Holy fucking shit! I live under the rock in the middle of nowhere so I’ve heard only some brief parts of “something wrong with DOOM Eternal music” but nothing factual. Now I gave the time to read the whole article and I’m speechless. 'Cause this is bad, really, really, REALLY bad. I feel sorry for people that have to work and live under such assholes like Marty obviously is…
After reading your comment I’m not sure if it’s just me, but I tend to not buy where owner of the store treat me like shit. Neither in real life nor online.
Sure, it might be $80,why not? Also I might skip it. Or wait for sensible sale like $5 in a bundle. Backlog keeps expanding anyway and I doubt this will be even worth half the rrlease asking price…
I can’t say one or the other globally. It is very much game dependent for me. There are open worlds that are just wonderful and it’s joy to play them and there are others whose world is empty and useless and that sucks.
One of the best executed open wolrds is old Gothic IMO (Gothic 2 is great too). Sure it’s probably ugly and bland by today standards, but the world is absolutely amazing. It’s completely open from the start, but player is so weak it is probably good idea to play semi-linear at the beginning. But nothing (except for tough enemies) stops you from exploring whatever and whenever you want. And there are tons and tons of things to explore. Hidden cave with loot? Shortcut connecting two roads? Place with very rare alchemy ingredient at the end of narrow valley? Shadowbeast lair? There is so much love put in there I still have cravings to play it even though it’s like quarter of century old game… Quite the same can be said for e.g. Morrowind which is another absolute gem from early 2000s.
But there are also open world games where open world either simply sucks or serves no purpose. I’d have to think about which games fall in there, because once it’s like this I tend to uninstall and forget the title…
Morrowind is clearly and by far the best TES game ever made. It’s old and it shows, but this doesn’t take anything from the quality of the game. It has one of the best executed and most interesting worlds in any game I’ve played, it has great main story that is still just a scratch among other stories hidden throughout the Vvardenfell, and lastly the soundtrack… It’s epic when it needs to be epic, it’s calm when it needs to be calm, great melodies very well tied to different areas and parts of the game, it’s just awesome.
Oh come on! First Arma (Operation Flashpoint) had photorealistic graphics and played like a dream… That’s how I remembered it until I tried it 20 years later. Boy oh boy…
I started Wizardry 8 as my first one and it instantly became one of my favourites. Even though the story is somewhat continuation of 6 and 7, not knowing these is not a problem at all. It’s still interesting and well explained even for novice players. Much later I’ve tried both 6 and 7 and even though I felt I could like them and I even liked the hand made graphics, it was the user interface of the early 90s that was just too much for me.
I can tell you. It would be HUGE absolutely generic open world with AI generated characters and quests, virtually zero human made and interesting quests and gameplay would feel like filling excel spreadsheets. Somewhat like Ubisoft recepe :-D
At least that’s what original Daggerfall 's spirit would be. It was at the time where “the biggest” was simply the catchphrase and Daggerfall was exactly that. The biggest. But also very shallow and empty. Sure there were billions of quests but what for? When for one interesting there were dozens of generic ones? Don’t get me wrong, it was still a great game at the time, because players weren’t as spoiled and something was always better than nothing. At least that’s my impression.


What the exercise asks
No pictures in the copy. Write out the listing below exactly.

Extracted material
******************************

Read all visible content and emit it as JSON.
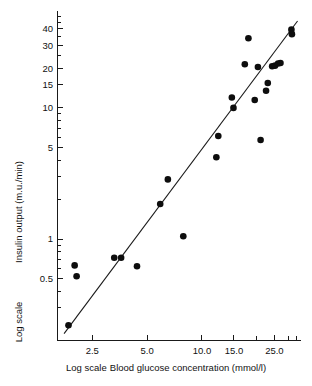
{
  "chart_data": {
    "type": "scatter",
    "title": "",
    "xlabel": "Blood glucose concentration (mmol/l)",
    "ylabel": "Insulin output (m.u./min)",
    "x_axis_note": "Log scale",
    "y_axis_note": "Log scale",
    "x_scale": "log",
    "y_scale": "log",
    "grid": false,
    "legend": "none",
    "xlim": [
      1.6,
      35.0
    ],
    "ylim": [
      0.17,
      52.0
    ],
    "xticks": [
      2.5,
      5.0,
      10.0,
      15.0,
      25.0
    ],
    "xtick_labels": [
      "2.5",
      "5.0",
      "10.0",
      "15.0",
      "25.0"
    ],
    "x_minor_ticks": [
      20.0,
      30.0,
      33.0
    ],
    "yticks": [
      0.5,
      1,
      5,
      10,
      15,
      20,
      30,
      40
    ],
    "ytick_labels": [
      "0.5",
      "1",
      "5",
      "10",
      "15",
      "20",
      "30",
      "40"
    ],
    "points": [
      {
        "x": 1.85,
        "y": 0.22
      },
      {
        "x": 2.05,
        "y": 0.52
      },
      {
        "x": 2.0,
        "y": 0.63
      },
      {
        "x": 3.3,
        "y": 0.72
      },
      {
        "x": 3.6,
        "y": 0.72
      },
      {
        "x": 4.4,
        "y": 0.62
      },
      {
        "x": 5.9,
        "y": 1.85
      },
      {
        "x": 6.5,
        "y": 2.85
      },
      {
        "x": 7.9,
        "y": 1.05
      },
      {
        "x": 12.3,
        "y": 6.1
      },
      {
        "x": 12.0,
        "y": 4.2
      },
      {
        "x": 14.6,
        "y": 12.0
      },
      {
        "x": 14.9,
        "y": 10.0
      },
      {
        "x": 17.2,
        "y": 21.5
      },
      {
        "x": 18.0,
        "y": 34.0
      },
      {
        "x": 19.5,
        "y": 11.5
      },
      {
        "x": 20.3,
        "y": 20.5
      },
      {
        "x": 21.0,
        "y": 5.7
      },
      {
        "x": 22.5,
        "y": 13.5
      },
      {
        "x": 23.0,
        "y": 15.5
      },
      {
        "x": 24.3,
        "y": 20.8
      },
      {
        "x": 25.2,
        "y": 21.0
      },
      {
        "x": 26.2,
        "y": 21.8
      },
      {
        "x": 27.0,
        "y": 22.0
      },
      {
        "x": 31.0,
        "y": 39.5
      },
      {
        "x": 31.2,
        "y": 36.5
      }
    ],
    "regression_line": {
      "x_start": 1.75,
      "y_start": 0.19,
      "x_end": 33.5,
      "y_end": 46.0
    },
    "colors": {
      "point": "#0d0d0d",
      "line": "#1a1a1a",
      "axis": "#1a1a1a",
      "background": "#ffffff"
    }
  }
}
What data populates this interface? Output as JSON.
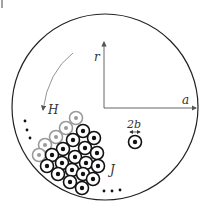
{
  "labels": {
    "r": "r",
    "a": "a",
    "H": "H",
    "J": "J",
    "b": "2b"
  },
  "colors": {
    "line": "#222222",
    "axis": "#555555",
    "gray_conductor": "#9a9a9a",
    "arc": "#888888"
  },
  "diagram": {
    "outer_circle": {
      "cx": 105,
      "cy": 107,
      "r": 93
    },
    "origin": {
      "x": 104,
      "y": 108
    },
    "r_axis_tip": {
      "x": 104,
      "y": 41
    },
    "a_axis_tip": {
      "x": 197,
      "y": 108
    },
    "conductor_radius": 6.5,
    "gray_conductors": [
      [
        76,
        118
      ],
      [
        66,
        128
      ],
      [
        56,
        137
      ],
      [
        45,
        145
      ],
      [
        39,
        155
      ]
    ],
    "black_conductors": [
      [
        83,
        131
      ],
      [
        94,
        138
      ],
      [
        73,
        140
      ],
      [
        85,
        148
      ],
      [
        97,
        153
      ],
      [
        63,
        149
      ],
      [
        75,
        157
      ],
      [
        86,
        163
      ],
      [
        98,
        166
      ],
      [
        52,
        155
      ],
      [
        62,
        163
      ],
      [
        72,
        170
      ],
      [
        83,
        174
      ],
      [
        93,
        179
      ],
      [
        47,
        166
      ],
      [
        58,
        174
      ],
      [
        70,
        182
      ],
      [
        82,
        188
      ]
    ],
    "single_conductor": {
      "cx": 135,
      "cy": 142
    },
    "ellipsis_left": [
      [
        25,
        121
      ],
      [
        27,
        130
      ],
      [
        30,
        138
      ]
    ],
    "ellipsis_bottom": [
      [
        104,
        191
      ],
      [
        112,
        191
      ],
      [
        120,
        190
      ]
    ]
  }
}
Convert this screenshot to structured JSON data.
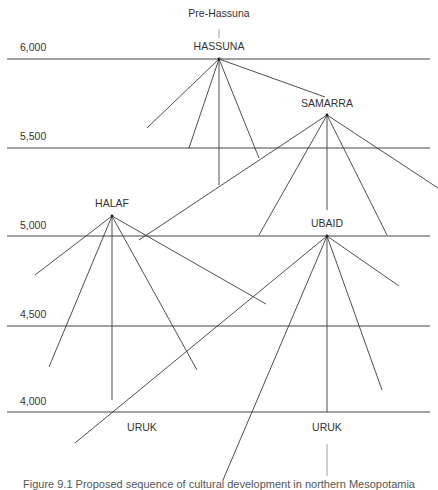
{
  "diagram": {
    "time_axis": [
      {
        "label": "6,000",
        "y": 59
      },
      {
        "label": "5,500",
        "y": 148
      },
      {
        "label": "5,000",
        "y": 236
      },
      {
        "label": "4,500",
        "y": 326
      },
      {
        "label": "4,000",
        "y": 412
      }
    ],
    "nodes": {
      "pre_hassuna": {
        "label": "Pre-Hassuna",
        "x": 219,
        "y": 12
      },
      "hassuna": {
        "label": "HASSUNA",
        "x": 219,
        "y": 59
      },
      "samarra": {
        "label": "SAMARRA",
        "x": 327,
        "y": 115
      },
      "halaf": {
        "label": "HALAF",
        "x": 112,
        "y": 216
      },
      "ubaid": {
        "label": "UBAID",
        "x": 327,
        "y": 236
      },
      "uruk_left": {
        "label": "URUK",
        "x": 142,
        "y": 426
      },
      "uruk_right": {
        "label": "URUK",
        "x": 327,
        "y": 426
      }
    },
    "caption": "Figure 9.1 Proposed sequence of cultural development in northern Mesopotamia"
  }
}
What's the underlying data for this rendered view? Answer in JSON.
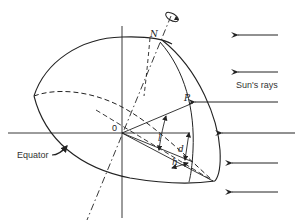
{
  "diagram": {
    "type": "celestial-sphere-sun-angle",
    "labels": {
      "north_pole": "N",
      "point": "P",
      "origin": "0",
      "latitude": "l",
      "declination": "d",
      "hour_angle": "h",
      "equator": "Equator",
      "sun_rays": "Sun's rays"
    },
    "colors": {
      "stroke": "#222222",
      "background": "#ffffff"
    }
  }
}
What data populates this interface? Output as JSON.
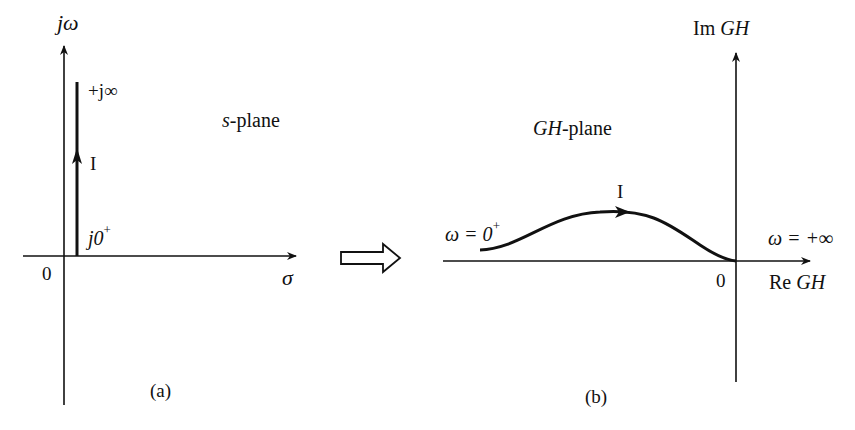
{
  "figure": {
    "panel_a": {
      "caption": "(a)",
      "plane_label": {
        "italic": "s",
        "rest": "-plane"
      },
      "vertical_axis_label": "jω",
      "horizontal_axis_label": "σ",
      "origin_label": "0",
      "path_top_label": "+j∞",
      "path_bottom_label": {
        "base": "j0",
        "sup": "+"
      },
      "path_direction_label": "I"
    },
    "transform_arrow": {
      "icon": "hollow-right-arrow"
    },
    "panel_b": {
      "caption": "(b)",
      "plane_label": {
        "italic": "GH",
        "rest": "-plane"
      },
      "vertical_axis_label": {
        "prefix": "Im ",
        "italic": "GH"
      },
      "horizontal_axis_label": {
        "prefix": "Re ",
        "italic": "GH"
      },
      "origin_label": "0",
      "start_label": {
        "base": "ω = 0",
        "sup": "+"
      },
      "end_label": "ω = +∞",
      "path_direction_label": "I"
    },
    "colors": {
      "ink": "#111111",
      "background": "#ffffff"
    }
  }
}
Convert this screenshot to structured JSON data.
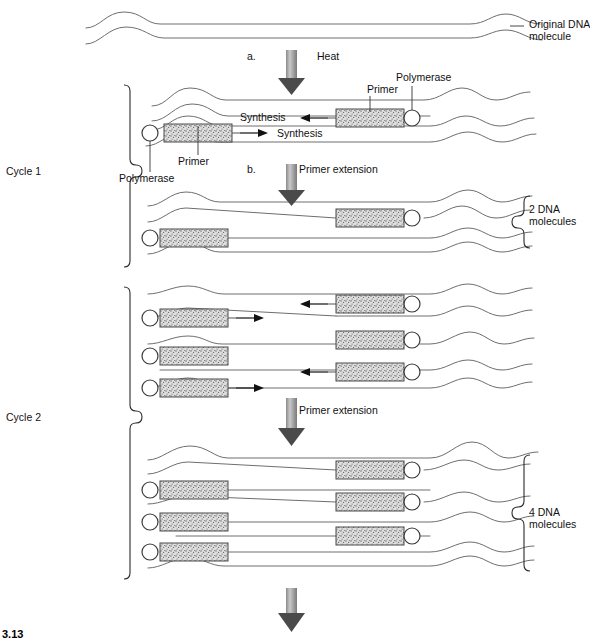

******************************

Response
Read all visible content and emit it as JSON.
{
  "chart_data": {
    "type": "scatter",
    "title": "",
    "xlabel": "Blood glucose concentration (mmol/l)",
    "ylabel": "Insulin output (m.u./min)",
    "x_axis_note": "Log scale",
    "y_axis_note": "Log scale",
    "x_scale": "log",
    "y_scale": "log",
    "grid": false,
    "legend": "none",
    "xlim": [
      1.6,
      35.0
    ],
    "ylim": [
      0.17,
      52.0
    ],
    "xticks": [
      2.5,
      5.0,
      10.0,
      15.0,
      25.0
    ],
    "xtick_labels": [
      "2.5",
      "5.0",
      "10.0",
      "15.0",
      "25.0"
    ],
    "x_minor_ticks": [
      20.0,
      30.0,
      33.0
    ],
    "yticks": [
      0.5,
      1,
      5,
      10,
      15,
      20,
      30,
      40
    ],
    "ytick_labels": [
      "0.5",
      "1",
      "5",
      "10",
      "15",
      "20",
      "30",
      "40"
    ],
    "points": [
      {
        "x": 1.85,
        "y": 0.22
      },
      {
        "x": 2.05,
        "y": 0.52
      },
      {
        "x": 2.0,
        "y": 0.63
      },
      {
        "x": 3.3,
        "y": 0.72
      },
      {
        "x": 3.6,
        "y": 0.72
      },
      {
        "x": 4.4,
        "y": 0.62
      },
      {
        "x": 5.9,
        "y": 1.85
      },
      {
        "x": 6.5,
        "y": 2.85
      },
      {
        "x": 7.9,
        "y": 1.05
      },
      {
        "x": 12.3,
        "y": 6.1
      },
      {
        "x": 12.0,
        "y": 4.2
      },
      {
        "x": 14.6,
        "y": 12.0
      },
      {
        "x": 14.9,
        "y": 10.0
      },
      {
        "x": 17.2,
        "y": 21.5
      },
      {
        "x": 18.0,
        "y": 34.0
      },
      {
        "x": 19.5,
        "y": 11.5
      },
      {
        "x": 20.3,
        "y": 20.5
      },
      {
        "x": 21.0,
        "y": 5.7
      },
      {
        "x": 22.5,
        "y": 13.5
      },
      {
        "x": 23.0,
        "y": 15.5
      },
      {
        "x": 24.3,
        "y": 20.8
      },
      {
        "x": 25.2,
        "y": 21.0
      },
      {
        "x": 26.2,
        "y": 21.8
      },
      {
        "x": 27.0,
        "y": 22.0
      },
      {
        "x": 31.0,
        "y": 39.5
      },
      {
        "x": 31.2,
        "y": 36.5
      }
    ],
    "regression_line": {
      "x_start": 1.75,
      "y_start": 0.19,
      "x_end": 33.5,
      "y_end": 46.0
    },
    "colors": {
      "point": "#0d0d0d",
      "line": "#1a1a1a",
      "axis": "#1a1a1a",
      "background": "#ffffff"
    }
  }
}
What data populates this interface? Output as JSON.
{
  "labels": {
    "r": "r",
    "a": "a",
    "H": "H",
    "J": "J",
    "b": "2b"
  },
  "colors": {
    "line": "#222222",
    "axis": "#555555",
    "gray_conductor": "#9a9a9a",
    "arc": "#888888"
  },
  "diagram": {
    "outer_circle": {
      "cx": 105,
      "cy": 107,
      "r": 93
    },
    "origin": {
      "x": 104,
      "y": 108
    },
    "r_axis_tip": {
      "x": 104,
      "y": 41
    },
    "a_axis_tip": {
      "x": 197,
      "y": 108
    },
    "conductor_radius": 6.5,
    "gray_conductors": [
      [
        76,
        118
      ],
      [
        66,
        128
      ],
      [
        56,
        137
      ],
      [
        45,
        145
      ],
      [
        39,
        155
      ]
    ],
    "black_conductors": [
      [
        83,
        131
      ],
      [
        94,
        138
      ],
      [
        73,
        140
      ],
      [
        85,
        148
      ],
      [
        97,
        153
      ],
      [
        63,
        149
      ],
      [
        75,
        157
      ],
      [
        86,
        163
      ],
      [
        98,
        166
      ],
      [
        52,
        155
      ],
      [
        62,
        163
      ],
      [
        72,
        170
      ],
      [
        83,
        174
      ],
      [
        93,
        179
      ],
      [
        47,
        166
      ],
      [
        58,
        174
      ],
      [
        70,
        182
      ],
      [
        82,
        188
      ]
    ],
    "single_conductor": {
      "cx": 135,
      "cy": 142
    },
    "ellipsis_left": [
      [
        25,
        121
      ],
      [
        27,
        130
      ],
      [
        30,
        138
      ]
    ],
    "ellipsis_bottom": [
      [
        104,
        191
      ],
      [
        112,
        191
      ],
      [
        120,
        190
      ]
    ]
  }
}
Convert this screenshot to structured JSON data.
{
  "diagram": {
    "time_axis": [
      {
        "label": "6,000",
        "y": 59
      },
      {
        "label": "5,500",
        "y": 148
      },
      {
        "label": "5,000",
        "y": 236
      },
      {
        "label": "4,500",
        "y": 326
      },
      {
        "label": "4,000",
        "y": 412
      }
    ],
    "nodes": {
      "pre_hassuna": {
        "label": "Pre-Hassuna",
        "x": 219,
        "y": 12
      },
      "hassuna": {
        "label": "HASSUNA",
        "x": 219,
        "y": 59
      },
      "samarra": {
        "label": "SAMARRA",
        "x": 327,
        "y": 115
      },
      "halaf": {
        "label": "HALAF",
        "x": 112,
        "y": 216
      },
      "ubaid": {
        "label": "UBAID",
        "x": 327,
        "y": 236
      },
      "uruk_left": {
        "label": "URUK",
        "x": 142,
        "y": 426
      },
      "uruk_right": {
        "label": "URUK",
        "x": 327,
        "y": 426
      }
    },
    "caption": "Figure 9.1 Proposed sequence of cultural development in northern Mesopotamia"
  }
}
What's the underlying data for this rendered view? Answer in JSON.
{
  "diagram": {
    "type": "celestial-sphere-sun-angle",
    "labels": {
      "north_pole": "N",
      "point": "P",
      "origin": "0",
      "latitude": "l",
      "declination": "d",
      "hour_angle": "h",
      "equator": "Equator",
      "sun_rays": "Sun's rays"
    },
    "colors": {
      "stroke": "#222222",
      "background": "#ffffff"
    }
  }
}
What data populates this interface? Output as JSON.
{
  "figure": {
    "panel_a": {
      "caption": "(a)",
      "plane_label": {
        "italic": "s",
        "rest": "-plane"
      },
      "vertical_axis_label": "jω",
      "horizontal_axis_label": "σ",
      "origin_label": "0",
      "path_top_label": "+j∞",
      "path_bottom_label": {
        "base": "j0",
        "sup": "+"
      },
      "path_direction_label": "I"
    },
    "transform_arrow": {
      "icon": "hollow-right-arrow"
    },
    "panel_b": {
      "caption": "(b)",
      "plane_label": {
        "italic": "GH",
        "rest": "-plane"
      },
      "vertical_axis_label": {
        "prefix": "Im ",
        "italic": "GH"
      },
      "horizontal_axis_label": {
        "prefix": "Re ",
        "italic": "GH"
      },
      "origin_label": "0",
      "start_label": {
        "base": "ω = 0",
        "sup": "+"
      },
      "end_label": "ω = +∞",
      "path_direction_label": "I"
    },
    "colors": {
      "ink": "#111111",
      "background": "#ffffff"
    }
  }
}
Convert this screenshot to structured JSON data.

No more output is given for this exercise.